In the Company of Grace: A Veterinarian’s Memoir of Trauma and Healing” by Jody Lulich

c.2023, University of Minnesota Press 
$19.95                     
232 pages

You are a product of what your parents do.

They nurtured you, and you learned to nurture. They yelled, and you discovered that shouting was the way to communicate. From them, you got your sense of humor, your earliest political beliefs, and your initial ideas of right and wrong. You’re a product of what adults around you do – or, as in the new book “In the Company of Grace” by Jody Lulich, what they don’t.

The suicide attempt on New Year’s Eve of 1966 was not Jody Lulich’s mother’s first.
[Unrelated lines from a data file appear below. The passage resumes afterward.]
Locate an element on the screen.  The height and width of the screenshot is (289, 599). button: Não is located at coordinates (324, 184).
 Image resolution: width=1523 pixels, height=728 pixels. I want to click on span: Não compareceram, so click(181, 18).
It was, however, the one that took her life, no matter how hard Lulich, who was nine years old at the time, tried to save her. He’d been taking care of her every day after school by then, trying to keep his parents from fighting, trying to keep the violence and vitriol between them at bay, but they were alcoholics with anger issues and he was just a boy.

On the way to his mother’s funeral, his father accidentally hit a stray dog with his car, and kept on driving. It was a kind of metaphor for Lulich’s heartbreak, and he never forgot it.

Through the rest of his childhood, Lulich tried to find the love his father denied him, but it was almost always absent. At age eleven, Lulich moved out of his father’s home, bouncing between a neighbor’s welcoming house and back; as soon as he was able, he escaped, enrolled in college, and decided on veterinary school as a post-grad at Tuskeegee, an HBCU. There he excelled in his career, found support from a mother-figure who loved him, and he grew to accept that he was attracted to men.

But despite his success, the appreciation of his clients and patients, and the accolades that he gathered through the years, Lulich couldn’t seem to shake the feeling that something was wrong in his life. How could he finally accept the love and compassion he deserved?

If you’re the kind of reader who sees the word “veterinarian” in the subtitle of this book and make a beeline for it, there’s one big thing you’ll want to know: “In the Company of Grace” is not filled with animal tales.

There are a few, but they take a big back seat to author Jody Lulich’s story and that of his family, which come in wave after wave of sad memories and deep, lingering want. These are tales that, even when they’re meant to be the slightest bit upbeat, feel like a smack-down, or a stomp on your soul. That makes this a hard read for a good long time – melancholy and hard, but compelling because the tales don’t ever become what you think they’ll be. Oddly enough, there’s triumph here, and exactly what readers will want in the end.

“In the Company of Grace” – so-titled for the woman who accepted Lulich – is not the book to come to when you’re feeling sad. Reach for it when you want something meaningful, though. That’s what to do.